TSMC's apparent slowdown in percentage growth is largely a scale effect—quarterly revenue now tops $30 billion so each 10% gain equals more than $3 billion—and analysts still expect mid‑teens to 20%+ growth into 2026. The real bottleneck is advanced packaging (CoWoS, 3DFabric), not wafers: premium packaging lines are effectively fully booked through 2025 and into 2026, which raises utilization, margins and quiet pricing power for TSMC. Third‑party packagers such as Powertech and ASE are absorbing overflow today while Intel is investing in packaging but lacks the seamless integration for TSMC‑based chips at hyperscale; TSMC is expanding advanced packaging capacity beside its Taiwan fabs and building facilities in Arizona (and potentially Japan) to internalize the bottleneck.

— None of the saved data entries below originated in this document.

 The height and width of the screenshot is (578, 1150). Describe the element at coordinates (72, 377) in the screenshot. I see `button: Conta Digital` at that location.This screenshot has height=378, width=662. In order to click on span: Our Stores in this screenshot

The net implication for investors is this is an AI “traffic jam,” not fading demand—TSMC (≈70% foundry share) sits at the center of where value concentrates and stands to capture the next leg of AI-driven growth as packaging capacity scales.

Analysis

TSMC's apparent slowdown in percentage growth reflects a scale effect rather than weakening AI demand: quarterly revenue now exceeds $30 billion so each 10% increment equals more than $3 billion, and analysts still forecast mid‑teens to 20%+ growth into 2026, implying demand continues to outpace supply. The concrete constraint is advanced packaging, not wafers; CoWoS and 3DFabric throughput is effectively fully booked through 2025 and largely allocated into 2026, creating a system-level shortage that masks underlying revenue momentum. Advanced packaging commands higher margins and confers quiet pricing power for TSMC because customers prioritize turnaround and capacity, which raises utilization and value capture in TSMC's most profitable backend lines. Scarcity at the packaging stage pushes designers to tier‑two suppliers, but also strengthens TSMC's economics as premium steps shift the revenue mix toward higher-margin work. Powertech and ASE are positioned to absorb overflow demand today, while Intel is investing in packaging but lacks seamless integration with TSMC wafer workflows and will take years to prove hyperscale reliability. TSMC is expanding CoWoS/3DFabric in Taiwan, adding advanced packaging beside Arizona fabs and exploring Japan, which supports the view that this is an "AI traffic jam" not a demand decline and that TSMC (roughly 70% foundry share) is positioned to capture the next leg of AI-driven growth as capacity scales.